From the first, America has considered itself a “shining city on a hill”—uniquely lighting the right way for the world. But it is hard to reconcile this picture, the very image of American exceptionalism, with what America’s Use of Terror shows us: that the United States has frequently resorted to acts of terror to solve its most challenging problems. Any “war on terror,” Stephen Huggins suggests, will fail unless we take a long, hard look at ourselves—and it is this discerning, informed perspective that his book provides. Terrorism, as Huggins defines it, is an act of violence against noncombatants intended to change their political will or support. The United States government adds a qualifier to this definition: only if the instigator is a “subnational group.” On the contrary, Huggins tells us, terrorism is indeed used by the state—a politically organized body of people occupying a definite territory—in this case, the government of the United States, as well as by such predecessors as the Continental Congress and early European colonists in America.
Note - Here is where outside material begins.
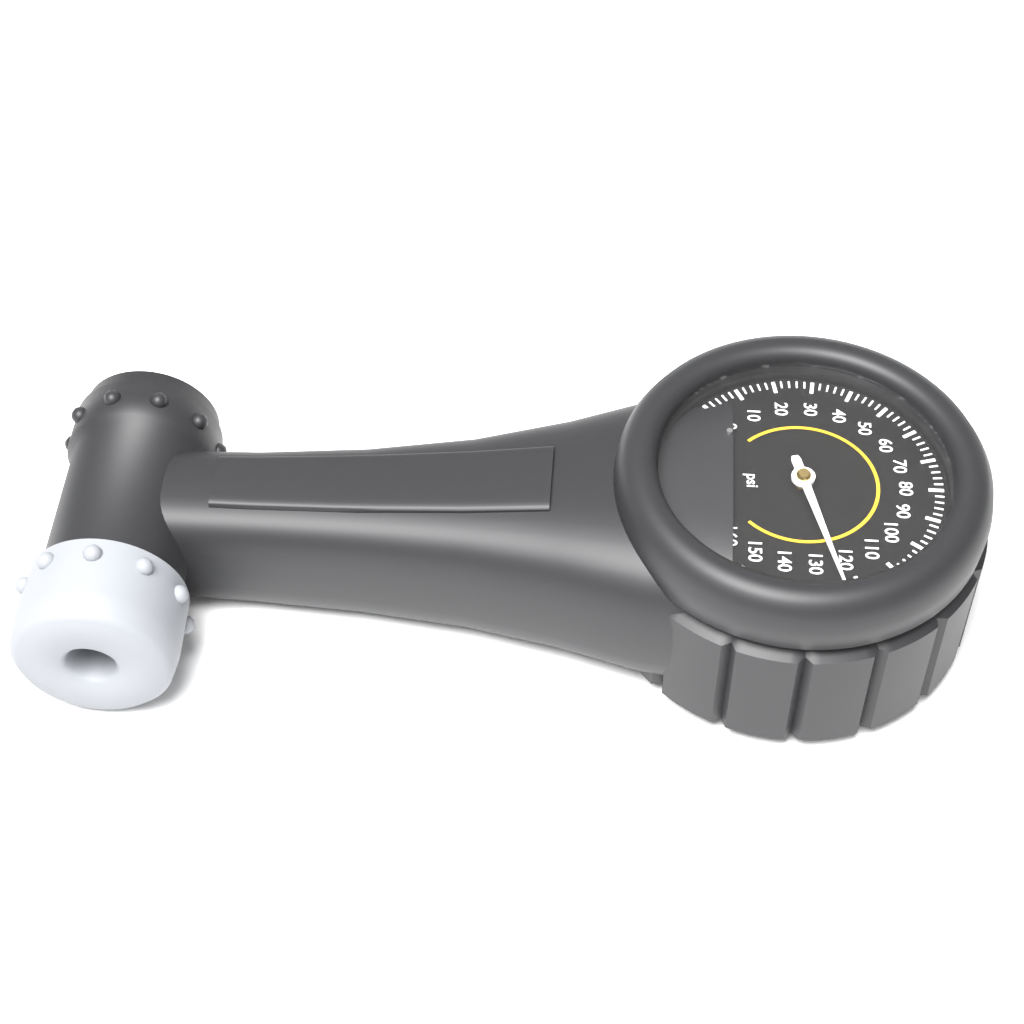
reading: 124 psi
In this light, America’s Use of Terror re-examines key historical moments and processes, many of them events praised in American history but actually acts of terror directed at noncombatants. The targeting of women and children in Native American villages, for instance, was a use of terror, as were the means used to sustain slavery and then to further subjugate freed slaves under Jim Crow laws and practices. The placing of Philippine peasants in concentration camps during the Philippine-American War; the firebombing of families in Dresden and Tokyo; the dropping of atomic bombs on Hiroshima and Nagasaki—all are last resort measures to conclude wars, and these too are among the instances of American terrorism that Huggins explores. Terrorism, in short, is not only terrorism when they do it to us, as many Americans like to think. And only when we recognize this, and thus the dissonance between the ideal and the real America, will we be able to truly understand and confront modern terrorism.